The Adults in the Room

Growing up, I always imagined that there would come a time when, suddenly, I would be an adult. When I would look like the adults around me, talk like them, act like them, and feel like I imagined they felt. Childhood stretched into adolescence, I left for college, lived abroad, took on different workplace responsibilities, got married, and had children of my own. And yet, there never came a point when I suddenly thought, “and now, I’m an adult.” I’m still me. Changes were the drip drip drip of water shaping limestone, not the epochal heaving of tectonic plates. Though I know I’ve changed, it’s hard to see it from the inside. Even having children, that irrevocable milestone of adulthood, makes me feel more like I’m faking it than that I’ve suddenly passed some threshold.

Even from childhood, there were always contemporaries who seemed somehow more mature, more adult than everyone around them. Speaking with them, I felt vaguely uncomfortable or embarrassed, as if they could see past the illusion of chronological age to the overgrown, out of its depth, slightly freaked out child inside. Not all of them have been in leadership roles, though they frequently were, as they’ve tended to be trusted and respected. And not everyone in a leadership role has been one of them, though they’ve usually had some of the characteristics, or wouldn’t have lasted long.

I’ve been thinking a lot about what it is that makes these people who they are, and I think it comes down to two critical skills.

Listening

Most people are terrible listeners. When engaged in conversations, they’re biding their time to make their own point, and only listen with an ear to deciding whether to agree or disagree, and whether they can use the other person’s point as supporting evidence, or as a straw man to pull down. Adults, however, are expert listeners. This is frequently discomfiting, for two reasons. The first is that they let you blather on until you’re done. We’re used to being interrupted, so most of us order our thoughts poorly, repeat ourselves, make digressions, and end weakly. Sometimes, we even trail off and don’t finish our final sentences, since we weren’t expecting to have to.

This leads to the second reason. Adults ask extremely good questions. Because they listen to what you say, and because they want to understand what you mean, they ask clarifying questions on points they don’t understand. These questions can seem incredibly insightful, both because they are, and because the experience of having people listen to what you said and ask directly related questions is such a rarity. These questions can even seem like attacks – though they aren’t necessarily meant that way – precisely because they can implicitly point out weaknesses in your argument, understanding, explanation, etc.

Think about the journalist interviewers you respect. Most interviewers just go down lists of prepared questions, letting the interviewees get away with any answer, no matter how absurd. But some, a very capable few (Jon Stewart comes to mind), are focused on what’s being said, and follow up relentlessly if they sense a lie or evasion.

Emotional Intelligence

Most of us have sent a late night email we’ve regretted, or responded to a verbal attack in kind. We’ve been defensive when we sensed we were being criticized, and have pointed the finger to try to shift blame. These instinctual reponses are childish and incredibly transparent to everyone around us, and yet they persist, despite the fact that they make bad situations worse. As they say, the cover-up is always worse than the crime.

Adults have managed to learn the secret recipe behind avoiding these traps. Don’t send email after 10 pm. Take a deep breath when angry, and only reply after you know what you’re trying to accomplish. Listen to criticism and ask whether it’s justified – maybe the other person has a point? The only way you’ll know is if you evaluate what they’re saying instead of unthinkingly treating it like an attack. Take the blame when it’s yours (or your team’s, which is the same thing) – if possible, claim it before it’s assigned. This not only demonstrates maturity, it robs your critics of their most powerful weapon.

All of these are specific (if common) examples, but come from a central core of emotional intelligence. Adults aren’t coldly logical Vulcans, but their approach to their emotions is different. They listen to their internal state, are able to identify and question it, and have developed specific processes for overcoming the automatic responses that get us into trouble. They respond to difficult situations on their own terms, instead of letting their responses be externally dictated.

Self Check

Of course, this is a gross oversimplification. We all do better some of the time, worse at others. The people who seem particularly good at these skills can also lose their tempers, get over-excited about their own ideas and stop listening to others, and react defensively when criticized – it just happens less often. If you confronted them with their “adultness,” they’d probably laugh, and while appreciating the compliment, would brush it aside. They know better. And this, perhaps, is the third leg on the stool. The better you get at a skill (and make no mistake, these are learned skills, not magical innate characteristics that you either have, or don’t), the more accurately you can judge your own performance, identify problem areas, and work on them. Adults know when they’ve made mistakes, and instead of shying away from the memories, they use them to get better.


Task details
Find every line in the records below that holds the word "left" and copy it.

Saved data entries
—————

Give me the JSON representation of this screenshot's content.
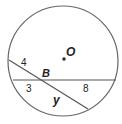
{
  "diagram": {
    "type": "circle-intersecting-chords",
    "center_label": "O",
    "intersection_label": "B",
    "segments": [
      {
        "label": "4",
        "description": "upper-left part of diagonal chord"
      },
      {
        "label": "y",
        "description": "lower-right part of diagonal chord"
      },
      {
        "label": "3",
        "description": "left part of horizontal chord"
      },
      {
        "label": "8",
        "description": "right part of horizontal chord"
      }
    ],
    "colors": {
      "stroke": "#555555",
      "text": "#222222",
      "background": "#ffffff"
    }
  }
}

—————

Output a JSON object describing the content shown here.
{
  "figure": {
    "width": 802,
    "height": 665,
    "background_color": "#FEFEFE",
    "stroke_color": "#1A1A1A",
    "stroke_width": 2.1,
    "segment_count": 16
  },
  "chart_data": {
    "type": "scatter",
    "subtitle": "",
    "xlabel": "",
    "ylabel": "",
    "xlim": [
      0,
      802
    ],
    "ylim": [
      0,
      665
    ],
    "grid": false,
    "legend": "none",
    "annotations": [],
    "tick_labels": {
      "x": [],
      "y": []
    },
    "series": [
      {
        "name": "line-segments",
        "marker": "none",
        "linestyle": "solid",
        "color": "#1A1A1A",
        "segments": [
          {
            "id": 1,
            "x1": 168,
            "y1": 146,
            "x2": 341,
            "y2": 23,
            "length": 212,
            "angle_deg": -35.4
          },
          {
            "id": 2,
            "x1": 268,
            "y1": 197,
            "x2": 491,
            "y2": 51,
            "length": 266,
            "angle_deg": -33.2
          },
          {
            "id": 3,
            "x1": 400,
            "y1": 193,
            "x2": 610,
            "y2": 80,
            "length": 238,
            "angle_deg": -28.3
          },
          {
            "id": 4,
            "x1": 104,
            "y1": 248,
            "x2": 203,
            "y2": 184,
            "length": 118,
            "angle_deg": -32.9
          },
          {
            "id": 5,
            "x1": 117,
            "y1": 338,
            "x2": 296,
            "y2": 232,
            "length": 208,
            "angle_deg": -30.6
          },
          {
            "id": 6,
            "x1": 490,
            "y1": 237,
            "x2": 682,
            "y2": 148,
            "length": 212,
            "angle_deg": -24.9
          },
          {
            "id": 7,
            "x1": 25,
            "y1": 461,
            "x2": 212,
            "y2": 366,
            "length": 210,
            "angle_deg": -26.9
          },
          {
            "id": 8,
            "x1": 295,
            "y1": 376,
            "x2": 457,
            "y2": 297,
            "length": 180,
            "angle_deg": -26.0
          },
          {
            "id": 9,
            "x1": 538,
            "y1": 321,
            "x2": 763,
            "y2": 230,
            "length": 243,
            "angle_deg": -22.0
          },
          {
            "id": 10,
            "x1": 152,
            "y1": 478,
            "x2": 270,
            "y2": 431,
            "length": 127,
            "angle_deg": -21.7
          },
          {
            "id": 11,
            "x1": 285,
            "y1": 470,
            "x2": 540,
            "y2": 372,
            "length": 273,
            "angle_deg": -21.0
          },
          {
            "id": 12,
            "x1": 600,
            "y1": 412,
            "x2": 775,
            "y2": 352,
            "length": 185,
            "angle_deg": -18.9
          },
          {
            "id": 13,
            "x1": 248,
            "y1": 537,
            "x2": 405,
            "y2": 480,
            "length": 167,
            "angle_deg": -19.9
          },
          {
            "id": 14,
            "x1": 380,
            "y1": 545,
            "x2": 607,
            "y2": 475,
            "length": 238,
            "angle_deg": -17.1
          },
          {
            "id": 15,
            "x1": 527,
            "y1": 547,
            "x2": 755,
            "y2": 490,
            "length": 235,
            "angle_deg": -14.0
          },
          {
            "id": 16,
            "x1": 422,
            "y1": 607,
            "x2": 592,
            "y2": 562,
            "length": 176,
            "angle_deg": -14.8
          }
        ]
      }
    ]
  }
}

—————

Exercise response
        "description": "upper-left part of diagonal chord"
        "description": "left part of horizontal chord"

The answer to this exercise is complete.